Somebody shook him roughly,—“Come on, Colin, old man. They're all waiting for you. Do you know you've been half asleep?”

Colin rose and followed silently, with drowsy eyes. His mind was curiously excited. He had looked inside the veil of mist. Now he knew what was the land he sought.

   

He made the voyage often, now that the spell was broken. It was short work to launch the boat, and, whereas it had been a long pull formerly, now it needed only a few strokes to bring him to the Rim of the Mist. There was no chance of getting farther, and he scarcely tried. He was content to rest there, in a world of curious scents and sounds, till the mist drew down and he was driven back to shore.

The change in his environment troubled him little. For a man who has been an idol at the University to fall suddenly into the comparative insignificance of town is often a bitter experience; but Colin, whose thoughts were not ambitious, scarcely noticed it. He found that he was less his own master than before, but he humbled himself to his new duties without complaint. Many of his old friends were about him; he had plenty of acquaintances; and, being “sufficient unto himself,” he was unaccustomed to ennui. Invitations showered upon him thick and fast. Match-making mothers, knowing his birth and his father's income, and reflecting that he was the only child of his house, desired him as a son-in-law. He was bidden welcome everywhere, and the young girls, for whose sake he was thus courted, found in him an attractive mystery. The tall good-looking athlete, with the kind eyes and the preposterously nervous manner, wakened their maidenly sympathies.
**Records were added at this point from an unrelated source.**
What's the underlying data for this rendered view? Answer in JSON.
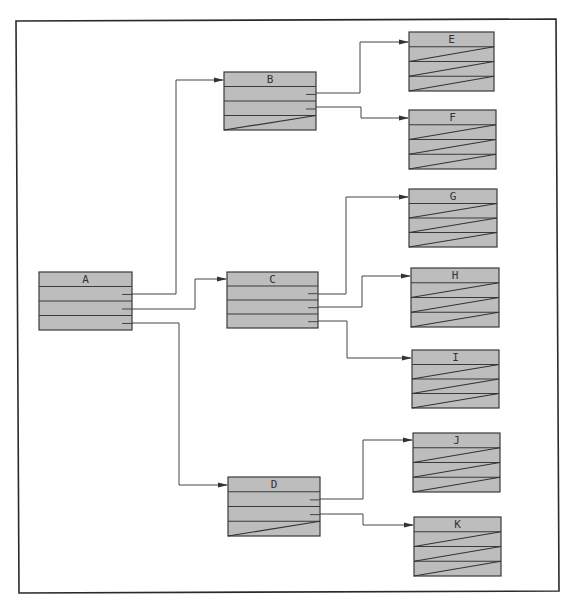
{
  "diagram": {
    "colors": {
      "box_fill": "#bdbdbd",
      "stroke": "#3a3a3a",
      "background": "#ffffff"
    },
    "nodes": [
      {
        "id": "A",
        "label": "A",
        "x": 39,
        "y": 272,
        "w": 93,
        "h": 58,
        "rows": 4,
        "ticks": [
          1,
          2,
          3
        ],
        "diag_rows": []
      },
      {
        "id": "B",
        "label": "B",
        "x": 224,
        "y": 72,
        "w": 92,
        "h": 58,
        "rows": 4,
        "ticks": [
          1,
          2
        ],
        "diag_rows": [
          3
        ]
      },
      {
        "id": "C",
        "label": "C",
        "x": 227,
        "y": 272,
        "w": 91,
        "h": 56,
        "rows": 4,
        "ticks": [
          1,
          2,
          3
        ],
        "diag_rows": []
      },
      {
        "id": "D",
        "label": "D",
        "x": 228,
        "y": 477,
        "w": 92,
        "h": 59,
        "rows": 4,
        "ticks": [
          1,
          2
        ],
        "diag_rows": [
          3
        ]
      },
      {
        "id": "E",
        "label": "E",
        "x": 409,
        "y": 32,
        "w": 85,
        "h": 59,
        "rows": 4,
        "ticks": [],
        "diag_rows": [
          1,
          2,
          3
        ]
      },
      {
        "id": "F",
        "label": "F",
        "x": 409,
        "y": 110,
        "w": 87,
        "h": 59,
        "rows": 4,
        "ticks": [],
        "diag_rows": [
          1,
          2,
          3
        ]
      },
      {
        "id": "G",
        "label": "G",
        "x": 409,
        "y": 189,
        "w": 88,
        "h": 58,
        "rows": 4,
        "ticks": [],
        "diag_rows": [
          1,
          2,
          3
        ]
      },
      {
        "id": "H",
        "label": "H",
        "x": 411,
        "y": 268,
        "w": 88,
        "h": 59,
        "rows": 4,
        "ticks": [],
        "diag_rows": [
          1,
          2,
          3
        ]
      },
      {
        "id": "I",
        "label": "I",
        "x": 412,
        "y": 350,
        "w": 87,
        "h": 58,
        "rows": 4,
        "ticks": [],
        "diag_rows": [
          1,
          2,
          3
        ]
      },
      {
        "id": "J",
        "label": "J",
        "x": 413,
        "y": 433,
        "w": 87,
        "h": 59,
        "rows": 4,
        "ticks": [],
        "diag_rows": [
          1,
          2,
          3
        ]
      },
      {
        "id": "K",
        "label": "K",
        "x": 414,
        "y": 517,
        "w": 87,
        "h": 59,
        "rows": 4,
        "ticks": [],
        "diag_rows": [
          1,
          2,
          3
        ]
      }
    ],
    "edges": [
      {
        "from": "A",
        "to": "B",
        "points": [
          [
            122,
            294
          ],
          [
            176,
            294
          ],
          [
            176,
            80
          ],
          [
            224,
            80
          ]
        ]
      },
      {
        "from": "A",
        "to": "C",
        "points": [
          [
            122,
            309
          ],
          [
            195,
            309
          ],
          [
            195,
            279
          ],
          [
            227,
            279
          ]
        ]
      },
      {
        "from": "A",
        "to": "D",
        "points": [
          [
            122,
            323
          ],
          [
            179,
            323
          ],
          [
            179,
            485
          ],
          [
            228,
            485
          ]
        ]
      },
      {
        "from": "B",
        "to": "E",
        "points": [
          [
            306,
            93
          ],
          [
            360,
            93
          ],
          [
            360,
            42
          ],
          [
            409,
            42
          ]
        ]
      },
      {
        "from": "B",
        "to": "F",
        "points": [
          [
            306,
            107
          ],
          [
            361,
            107
          ],
          [
            361,
            118
          ],
          [
            409,
            118
          ]
        ]
      },
      {
        "from": "C",
        "to": "G",
        "points": [
          [
            308,
            294
          ],
          [
            346,
            294
          ],
          [
            346,
            197
          ],
          [
            409,
            197
          ]
        ]
      },
      {
        "from": "C",
        "to": "H",
        "points": [
          [
            308,
            307
          ],
          [
            362,
            307
          ],
          [
            362,
            276
          ],
          [
            411,
            276
          ]
        ]
      },
      {
        "from": "C",
        "to": "I",
        "points": [
          [
            308,
            321
          ],
          [
            347,
            321
          ],
          [
            347,
            358
          ],
          [
            412,
            358
          ]
        ]
      },
      {
        "from": "D",
        "to": "J",
        "points": [
          [
            310,
            499
          ],
          [
            363,
            499
          ],
          [
            363,
            440
          ],
          [
            413,
            440
          ]
        ]
      },
      {
        "from": "D",
        "to": "K",
        "points": [
          [
            310,
            514
          ],
          [
            363,
            514
          ],
          [
            363,
            525
          ],
          [
            414,
            525
          ]
        ]
      }
    ]
  }
}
As they danced with him or sat next to him at dinner, they talked fervently of Oxford, of the north, of the army, of his friends. “Stupid, but nice, my dear,” was Lady Afflint's comment; and Miss Clarissa Herapath, the beauty of the year, declared to her friends that he was a “dear boy, but so awkward.” He was always forgetful, and ever apologetic; and when he forgot the Shandwicks' theatre-party, the Herapaths' dance, and at least a dozen minor matters, he began to acquire the reputation of a cynic and a recluse.

“You're a queer chap, Col,” Lieutenant Bellew said in expostulation.

Colin shrugged his shoulders; he was used to the description.

“Do you know that Clara Herapath was trying all she knew to please you this afternoon, and you looked as if you weren't listening? Most men would have given their ears to be in your place.”

“I'm awfully sorry, but I thought I was very polite to her.”

“And why weren't you at the Marshams' garden-party?”

“Oh, I went to polo with Collinson and another man. And, I say, old chap, I'm not coming to the Logans tomorrow. I've got a fence on with Adair at the school.”

Little Bellew, who was a tremendous mirror of fashion and chevalier in general, looked up curiously at his tall friend.